Reputation: 756
After researching the Firebase docs, videos, StackOverflow, lots of articles, ... organizing multiple (lots of) cloud functions in an "easy" way is not obvious. Especially, since the official Firebase docs do not provide a clear vision/recommendation. Actually, the real problem is the lack of clear documentation on how to setup a Firebase project with lots of functions right from the beginning.
I am trying to find an easy approach considering the following points:
Coming from manually deployed cloud functions to a simple initial CLI setup using JavaScript, I tried the following file structure with some success:
[project]/
- functions/
- index.js
- src/
- functionA.js
- functionB.js
- ...
...
Structure based on the official docs: https://firebase.google.com/docs/functions/organize-functions
const functions = require('firebase-functions');
const functionA = require('./src/FunctionA');
exports.FunctionA = functionA.FunctionA;
const functionB = require('./src/FunctionB');
exports.FunctionB = functionA.FunctionB;
Using https://gist.github.com/saintplay/3f965e0aea933a1129cc2c9a823e74d7#file-index-js
const functions = require('firebase-functions');
const admin = require('firebase-admin');
// Prevent firebase from initializing twice
try { admin.initializeApp() } catch (e) {console.log(e);}
exports.FunctionA = ...
const functions = require('firebase-functions');
const admin = require('firebase-admin');
// Prevent firebase from initializing twice
try { admin.initializeApp() } catch (e) {console.log(e);}
exports.FunctionB = ...
admin.initializeApp()
a clean implementation?Upvotes: 4
Views: 2383
Reputation: 2477
I will try to answer your questions all together:
Organizing your functions files and folders is a matter of opinion. You can always require other functions to your index.js using the require() method. You don't need to follow the official documentation regarding this. check out this nice solution from another stackoverflow question
what you need to give attention to is not to include require statements in the global scope that other functions doesn't use. like if you have a function that use a Nodejs library and another function doesn't use this library and you required this library in the global scope then the cold start to fetch the library will effect both functions:
const functions = require('firebase-functions');
const admin = require('firebase-admin');
// need the admin sdk
exports.functionA = ...
// doesn't need the admin sdk
exports.functionB = ...
in the example above the cold start to get the admin sdk will apply on both functions. you can optimize it by:
const functions = require('firebase-functions');
// need the admin sdk
exports.functionA = functions.https.onRequest((request, response) => {
const admin = require('firebase-admin');
...
})
// doesn't need the admin sdk
exports.functionB = ...
We required the admin sdk only in the function that needs it to reduce cold start and optimize memeory usage.
you can even improve this more by using dynamic imports in typescript which will fetch the library or the module code at the time of invocation rather than the static import with require in JS.
import * as functions from 'firebase-functions'
// this variable will help to initialize the admin sdk once
let is_admin_initialized = false
export const functionA =
functions.https.onRequest(async (request, response) => {
// dynamically import the Admin SDK here
const admin = await import('firebase-admin')
// Only initialize the admin SDK once per server instance
if (!is_admin_initialized) {
admin.initializeApp()
is_admin_initialized = true
}
...
})
regarding:
try { admin.initializeApp() } catch (e) {console.log(e);}
I believe this is a valid implementation and this will check for the error:
The default Firebase app already exists. This means you called initializeApp() more than once without providing an app name as the second argument. In most cases you only need to call initializeApp() once. But if you do want to initialize multiple apps, pass a second argument to initializeApp() to give each app a unique name.
unless you want to do something with this error i suggest using the implementation above with a boolean flag:
is_admin_initialized = false
regarding cold start, it's unavoidable evil in serverless architecture and there is no way to eliminate it at the time being but you can reduce by following different practices:
1- you should expect more or less around 8s of cold start for JS functions with 1 or 2 dependencies but that all depend on the end on these packages size.
2- cold start can happen in different cases such as:
3- don't include libraries (dependencies) that your functions don't need and scope the dependenices only to which functions need them using either static import with require() in JS or dynamic async import with TS. Remember, sometimes you don't need to use the whole library but only one function of it. In this case, try to import just that function from the library rather than the whole thing.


Exercise description:
List, from the lines below, each one with "pixel" in it.

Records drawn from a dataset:
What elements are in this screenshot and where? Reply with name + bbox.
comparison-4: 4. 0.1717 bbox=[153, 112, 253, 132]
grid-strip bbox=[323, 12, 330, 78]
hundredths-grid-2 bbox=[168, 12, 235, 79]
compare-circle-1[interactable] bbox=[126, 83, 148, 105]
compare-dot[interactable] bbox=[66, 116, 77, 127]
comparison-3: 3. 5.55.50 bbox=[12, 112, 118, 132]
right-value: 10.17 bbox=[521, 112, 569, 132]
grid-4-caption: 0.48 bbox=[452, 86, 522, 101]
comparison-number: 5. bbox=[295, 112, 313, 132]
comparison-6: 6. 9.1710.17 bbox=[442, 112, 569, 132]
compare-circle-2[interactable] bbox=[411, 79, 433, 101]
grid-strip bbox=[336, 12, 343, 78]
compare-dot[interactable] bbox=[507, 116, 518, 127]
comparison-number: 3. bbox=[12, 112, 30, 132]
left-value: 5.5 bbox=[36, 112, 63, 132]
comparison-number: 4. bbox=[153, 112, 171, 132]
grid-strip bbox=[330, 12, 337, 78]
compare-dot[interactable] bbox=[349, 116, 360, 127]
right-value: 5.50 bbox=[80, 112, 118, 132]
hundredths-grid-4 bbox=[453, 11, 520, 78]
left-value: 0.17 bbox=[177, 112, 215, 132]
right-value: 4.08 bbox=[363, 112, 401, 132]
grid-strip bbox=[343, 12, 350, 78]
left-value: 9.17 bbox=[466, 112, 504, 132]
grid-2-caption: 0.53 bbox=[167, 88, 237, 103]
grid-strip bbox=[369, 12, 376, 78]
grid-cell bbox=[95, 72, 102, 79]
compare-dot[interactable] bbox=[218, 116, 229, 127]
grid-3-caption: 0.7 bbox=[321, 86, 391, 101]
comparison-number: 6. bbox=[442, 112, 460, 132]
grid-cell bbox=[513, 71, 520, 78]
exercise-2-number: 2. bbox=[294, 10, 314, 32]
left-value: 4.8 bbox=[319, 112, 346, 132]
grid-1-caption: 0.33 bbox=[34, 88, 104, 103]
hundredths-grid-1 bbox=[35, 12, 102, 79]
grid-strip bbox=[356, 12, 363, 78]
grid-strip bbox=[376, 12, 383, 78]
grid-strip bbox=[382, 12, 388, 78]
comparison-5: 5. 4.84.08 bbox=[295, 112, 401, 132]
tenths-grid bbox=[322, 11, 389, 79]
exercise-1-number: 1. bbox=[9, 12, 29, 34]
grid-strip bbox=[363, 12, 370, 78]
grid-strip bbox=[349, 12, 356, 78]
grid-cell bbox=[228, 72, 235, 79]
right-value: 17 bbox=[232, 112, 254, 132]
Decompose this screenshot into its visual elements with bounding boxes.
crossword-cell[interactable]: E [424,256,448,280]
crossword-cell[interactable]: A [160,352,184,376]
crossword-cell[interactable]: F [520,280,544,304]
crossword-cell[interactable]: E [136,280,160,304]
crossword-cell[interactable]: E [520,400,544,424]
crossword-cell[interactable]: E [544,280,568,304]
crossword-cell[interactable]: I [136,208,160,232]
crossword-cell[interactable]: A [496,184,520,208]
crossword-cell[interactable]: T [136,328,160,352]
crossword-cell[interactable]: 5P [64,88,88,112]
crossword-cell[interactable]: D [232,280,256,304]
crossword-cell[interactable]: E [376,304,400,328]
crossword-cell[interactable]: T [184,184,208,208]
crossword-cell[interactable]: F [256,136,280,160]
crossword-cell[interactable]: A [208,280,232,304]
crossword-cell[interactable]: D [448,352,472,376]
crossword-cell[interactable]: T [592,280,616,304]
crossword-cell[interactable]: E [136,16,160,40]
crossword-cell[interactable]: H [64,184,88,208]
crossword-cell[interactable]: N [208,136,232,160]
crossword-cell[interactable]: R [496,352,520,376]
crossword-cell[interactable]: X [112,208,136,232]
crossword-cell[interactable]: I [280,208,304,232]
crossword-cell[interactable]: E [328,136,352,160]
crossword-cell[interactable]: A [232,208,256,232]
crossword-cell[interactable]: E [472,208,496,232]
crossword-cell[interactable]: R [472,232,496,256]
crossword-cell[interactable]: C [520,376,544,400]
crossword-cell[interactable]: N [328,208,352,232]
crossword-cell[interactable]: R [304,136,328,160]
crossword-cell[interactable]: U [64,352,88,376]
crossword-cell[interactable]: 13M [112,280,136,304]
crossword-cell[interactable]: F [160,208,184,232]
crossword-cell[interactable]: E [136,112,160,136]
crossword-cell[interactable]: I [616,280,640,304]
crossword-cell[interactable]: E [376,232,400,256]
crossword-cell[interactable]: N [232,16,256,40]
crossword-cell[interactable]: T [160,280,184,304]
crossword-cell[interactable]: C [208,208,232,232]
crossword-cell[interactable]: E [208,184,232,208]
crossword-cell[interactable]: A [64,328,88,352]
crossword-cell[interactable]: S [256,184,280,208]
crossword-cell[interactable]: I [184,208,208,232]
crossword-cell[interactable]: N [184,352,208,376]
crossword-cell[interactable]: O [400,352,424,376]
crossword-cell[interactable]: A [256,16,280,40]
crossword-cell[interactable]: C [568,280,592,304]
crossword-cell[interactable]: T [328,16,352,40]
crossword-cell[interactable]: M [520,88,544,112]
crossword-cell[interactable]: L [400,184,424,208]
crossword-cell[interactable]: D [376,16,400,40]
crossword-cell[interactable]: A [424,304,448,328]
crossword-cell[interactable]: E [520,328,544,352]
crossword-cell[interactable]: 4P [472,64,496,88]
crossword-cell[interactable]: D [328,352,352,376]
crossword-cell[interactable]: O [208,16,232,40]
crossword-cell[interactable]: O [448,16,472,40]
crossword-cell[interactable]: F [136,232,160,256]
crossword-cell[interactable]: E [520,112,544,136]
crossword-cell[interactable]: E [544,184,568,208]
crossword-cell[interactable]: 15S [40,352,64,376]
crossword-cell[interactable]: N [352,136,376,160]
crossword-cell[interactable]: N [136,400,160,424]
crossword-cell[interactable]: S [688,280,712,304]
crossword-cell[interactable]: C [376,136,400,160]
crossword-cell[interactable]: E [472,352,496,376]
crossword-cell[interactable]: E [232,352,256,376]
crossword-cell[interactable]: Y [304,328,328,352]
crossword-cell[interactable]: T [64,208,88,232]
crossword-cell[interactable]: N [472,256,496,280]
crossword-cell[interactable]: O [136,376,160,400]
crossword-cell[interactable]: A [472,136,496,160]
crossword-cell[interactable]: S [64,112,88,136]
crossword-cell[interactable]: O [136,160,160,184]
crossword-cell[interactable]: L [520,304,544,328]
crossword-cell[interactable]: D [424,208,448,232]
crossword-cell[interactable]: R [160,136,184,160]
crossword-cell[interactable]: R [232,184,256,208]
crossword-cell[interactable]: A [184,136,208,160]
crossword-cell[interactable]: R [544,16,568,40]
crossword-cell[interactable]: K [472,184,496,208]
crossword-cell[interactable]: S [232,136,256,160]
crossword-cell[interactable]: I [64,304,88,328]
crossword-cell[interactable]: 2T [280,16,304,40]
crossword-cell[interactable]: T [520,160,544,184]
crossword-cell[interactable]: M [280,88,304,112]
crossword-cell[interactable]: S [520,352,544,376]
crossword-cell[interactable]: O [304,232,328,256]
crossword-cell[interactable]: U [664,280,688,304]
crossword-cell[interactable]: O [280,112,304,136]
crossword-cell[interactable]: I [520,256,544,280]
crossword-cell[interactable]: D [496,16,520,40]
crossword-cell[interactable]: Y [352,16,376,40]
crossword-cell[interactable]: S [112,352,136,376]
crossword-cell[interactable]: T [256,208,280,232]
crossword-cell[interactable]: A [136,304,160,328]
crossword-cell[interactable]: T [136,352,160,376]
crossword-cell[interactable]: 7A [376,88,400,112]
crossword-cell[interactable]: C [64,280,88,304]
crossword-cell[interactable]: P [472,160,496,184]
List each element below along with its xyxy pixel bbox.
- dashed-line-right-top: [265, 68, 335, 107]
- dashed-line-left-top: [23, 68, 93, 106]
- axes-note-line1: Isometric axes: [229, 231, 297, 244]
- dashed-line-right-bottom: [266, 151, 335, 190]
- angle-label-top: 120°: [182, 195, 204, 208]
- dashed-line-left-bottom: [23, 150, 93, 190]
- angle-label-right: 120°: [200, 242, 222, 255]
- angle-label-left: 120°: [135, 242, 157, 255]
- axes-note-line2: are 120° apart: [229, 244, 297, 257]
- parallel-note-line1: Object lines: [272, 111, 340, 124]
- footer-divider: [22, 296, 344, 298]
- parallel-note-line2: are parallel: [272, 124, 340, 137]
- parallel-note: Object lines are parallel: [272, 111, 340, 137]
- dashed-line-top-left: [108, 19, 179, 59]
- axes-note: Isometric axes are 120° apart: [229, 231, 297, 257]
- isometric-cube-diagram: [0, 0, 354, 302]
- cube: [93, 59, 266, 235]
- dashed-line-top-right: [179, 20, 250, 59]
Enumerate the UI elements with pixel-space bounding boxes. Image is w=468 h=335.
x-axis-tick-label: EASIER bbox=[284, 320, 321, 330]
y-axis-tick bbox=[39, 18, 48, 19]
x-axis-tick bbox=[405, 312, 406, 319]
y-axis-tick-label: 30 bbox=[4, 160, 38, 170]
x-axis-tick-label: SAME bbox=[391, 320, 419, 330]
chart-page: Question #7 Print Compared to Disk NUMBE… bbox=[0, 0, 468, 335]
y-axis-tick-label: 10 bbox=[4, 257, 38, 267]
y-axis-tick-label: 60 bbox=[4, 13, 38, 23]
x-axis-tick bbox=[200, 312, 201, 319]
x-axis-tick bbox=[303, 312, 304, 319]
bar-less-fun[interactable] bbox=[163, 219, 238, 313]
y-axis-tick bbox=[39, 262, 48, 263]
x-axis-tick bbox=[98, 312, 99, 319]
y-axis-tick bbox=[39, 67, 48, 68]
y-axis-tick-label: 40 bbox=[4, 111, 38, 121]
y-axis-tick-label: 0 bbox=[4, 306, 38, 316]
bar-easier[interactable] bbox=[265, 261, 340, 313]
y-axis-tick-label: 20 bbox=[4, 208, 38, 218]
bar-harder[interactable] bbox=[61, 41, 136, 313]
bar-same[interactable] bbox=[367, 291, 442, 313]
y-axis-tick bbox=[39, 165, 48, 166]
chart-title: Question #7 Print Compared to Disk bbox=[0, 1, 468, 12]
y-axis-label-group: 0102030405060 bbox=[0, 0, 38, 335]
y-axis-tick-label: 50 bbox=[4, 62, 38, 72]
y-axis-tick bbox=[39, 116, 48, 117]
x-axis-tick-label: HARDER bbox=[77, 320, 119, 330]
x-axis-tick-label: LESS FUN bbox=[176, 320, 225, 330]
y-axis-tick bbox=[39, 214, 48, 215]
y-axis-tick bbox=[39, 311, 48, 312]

---

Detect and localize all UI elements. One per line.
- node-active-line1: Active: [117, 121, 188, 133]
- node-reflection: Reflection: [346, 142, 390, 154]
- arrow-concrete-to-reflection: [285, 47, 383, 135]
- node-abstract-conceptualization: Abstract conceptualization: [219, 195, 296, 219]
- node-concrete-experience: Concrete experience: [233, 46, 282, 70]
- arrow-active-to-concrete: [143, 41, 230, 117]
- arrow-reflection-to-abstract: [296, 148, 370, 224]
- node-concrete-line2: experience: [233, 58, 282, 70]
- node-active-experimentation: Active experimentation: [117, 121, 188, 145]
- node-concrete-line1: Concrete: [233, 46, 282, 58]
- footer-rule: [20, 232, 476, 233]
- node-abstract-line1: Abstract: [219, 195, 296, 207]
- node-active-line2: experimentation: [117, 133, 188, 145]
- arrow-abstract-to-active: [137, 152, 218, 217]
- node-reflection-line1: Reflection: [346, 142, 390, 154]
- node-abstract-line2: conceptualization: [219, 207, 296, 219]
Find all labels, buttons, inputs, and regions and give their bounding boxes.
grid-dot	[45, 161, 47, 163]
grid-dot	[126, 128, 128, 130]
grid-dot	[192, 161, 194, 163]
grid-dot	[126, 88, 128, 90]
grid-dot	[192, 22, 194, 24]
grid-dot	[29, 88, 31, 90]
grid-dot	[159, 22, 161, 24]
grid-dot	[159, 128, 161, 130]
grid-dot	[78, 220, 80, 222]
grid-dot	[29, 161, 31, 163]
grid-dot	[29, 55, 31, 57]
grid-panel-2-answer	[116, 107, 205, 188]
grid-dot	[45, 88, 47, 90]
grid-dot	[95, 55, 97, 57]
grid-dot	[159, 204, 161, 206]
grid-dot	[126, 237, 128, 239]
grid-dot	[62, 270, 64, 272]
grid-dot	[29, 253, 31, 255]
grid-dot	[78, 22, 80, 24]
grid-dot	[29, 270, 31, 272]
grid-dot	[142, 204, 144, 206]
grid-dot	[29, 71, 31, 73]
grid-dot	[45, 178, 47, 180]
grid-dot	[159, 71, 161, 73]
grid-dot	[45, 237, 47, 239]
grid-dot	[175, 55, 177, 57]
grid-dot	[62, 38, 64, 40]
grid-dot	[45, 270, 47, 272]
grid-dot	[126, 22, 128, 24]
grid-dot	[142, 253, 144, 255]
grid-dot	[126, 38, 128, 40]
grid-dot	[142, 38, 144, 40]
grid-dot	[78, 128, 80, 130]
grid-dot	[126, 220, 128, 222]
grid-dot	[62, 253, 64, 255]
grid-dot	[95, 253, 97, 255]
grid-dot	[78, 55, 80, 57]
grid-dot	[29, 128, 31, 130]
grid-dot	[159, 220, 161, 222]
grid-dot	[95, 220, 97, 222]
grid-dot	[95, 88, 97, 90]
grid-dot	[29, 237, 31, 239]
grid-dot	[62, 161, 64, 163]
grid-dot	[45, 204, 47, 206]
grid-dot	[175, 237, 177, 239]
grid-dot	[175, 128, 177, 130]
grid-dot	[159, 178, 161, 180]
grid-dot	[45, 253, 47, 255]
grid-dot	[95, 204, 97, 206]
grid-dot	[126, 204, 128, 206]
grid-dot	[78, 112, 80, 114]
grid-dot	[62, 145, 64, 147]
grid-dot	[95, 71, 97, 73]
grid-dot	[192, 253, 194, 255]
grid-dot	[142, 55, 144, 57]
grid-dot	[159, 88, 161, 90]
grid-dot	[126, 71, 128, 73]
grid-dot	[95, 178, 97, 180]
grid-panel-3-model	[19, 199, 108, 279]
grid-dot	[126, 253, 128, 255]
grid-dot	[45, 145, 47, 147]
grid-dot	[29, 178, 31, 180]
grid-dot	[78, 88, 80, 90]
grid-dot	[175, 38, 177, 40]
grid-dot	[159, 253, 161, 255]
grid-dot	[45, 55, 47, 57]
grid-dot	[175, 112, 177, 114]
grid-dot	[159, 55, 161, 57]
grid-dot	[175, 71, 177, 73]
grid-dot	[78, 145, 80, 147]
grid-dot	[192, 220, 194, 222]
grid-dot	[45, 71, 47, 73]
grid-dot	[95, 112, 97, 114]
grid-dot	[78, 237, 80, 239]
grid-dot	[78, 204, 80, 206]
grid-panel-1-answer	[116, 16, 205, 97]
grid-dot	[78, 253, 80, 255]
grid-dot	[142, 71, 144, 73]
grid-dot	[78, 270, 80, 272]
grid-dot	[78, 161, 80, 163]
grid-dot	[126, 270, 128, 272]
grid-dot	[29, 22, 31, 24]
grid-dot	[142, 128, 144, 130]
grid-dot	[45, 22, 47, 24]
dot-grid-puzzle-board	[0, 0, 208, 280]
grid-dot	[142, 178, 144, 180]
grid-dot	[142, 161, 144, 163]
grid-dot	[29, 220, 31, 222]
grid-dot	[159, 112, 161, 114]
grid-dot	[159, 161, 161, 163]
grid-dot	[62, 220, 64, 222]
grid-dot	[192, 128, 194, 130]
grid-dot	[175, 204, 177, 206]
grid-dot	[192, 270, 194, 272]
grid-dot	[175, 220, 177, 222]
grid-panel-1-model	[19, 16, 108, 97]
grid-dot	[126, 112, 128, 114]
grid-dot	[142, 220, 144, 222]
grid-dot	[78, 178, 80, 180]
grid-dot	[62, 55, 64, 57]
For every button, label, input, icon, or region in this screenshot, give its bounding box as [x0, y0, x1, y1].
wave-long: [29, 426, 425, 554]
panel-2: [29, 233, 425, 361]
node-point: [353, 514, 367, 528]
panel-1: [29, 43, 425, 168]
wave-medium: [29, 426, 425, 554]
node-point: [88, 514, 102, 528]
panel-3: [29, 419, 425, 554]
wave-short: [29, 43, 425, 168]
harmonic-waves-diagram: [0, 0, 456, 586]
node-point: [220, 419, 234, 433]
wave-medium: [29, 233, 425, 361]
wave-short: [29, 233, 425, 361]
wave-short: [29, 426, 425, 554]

Output:
List each element below along with its xyxy pixel bbox.
Enumerate the UI elements with pixel-space bounding boxes. Image is w=468 h=335.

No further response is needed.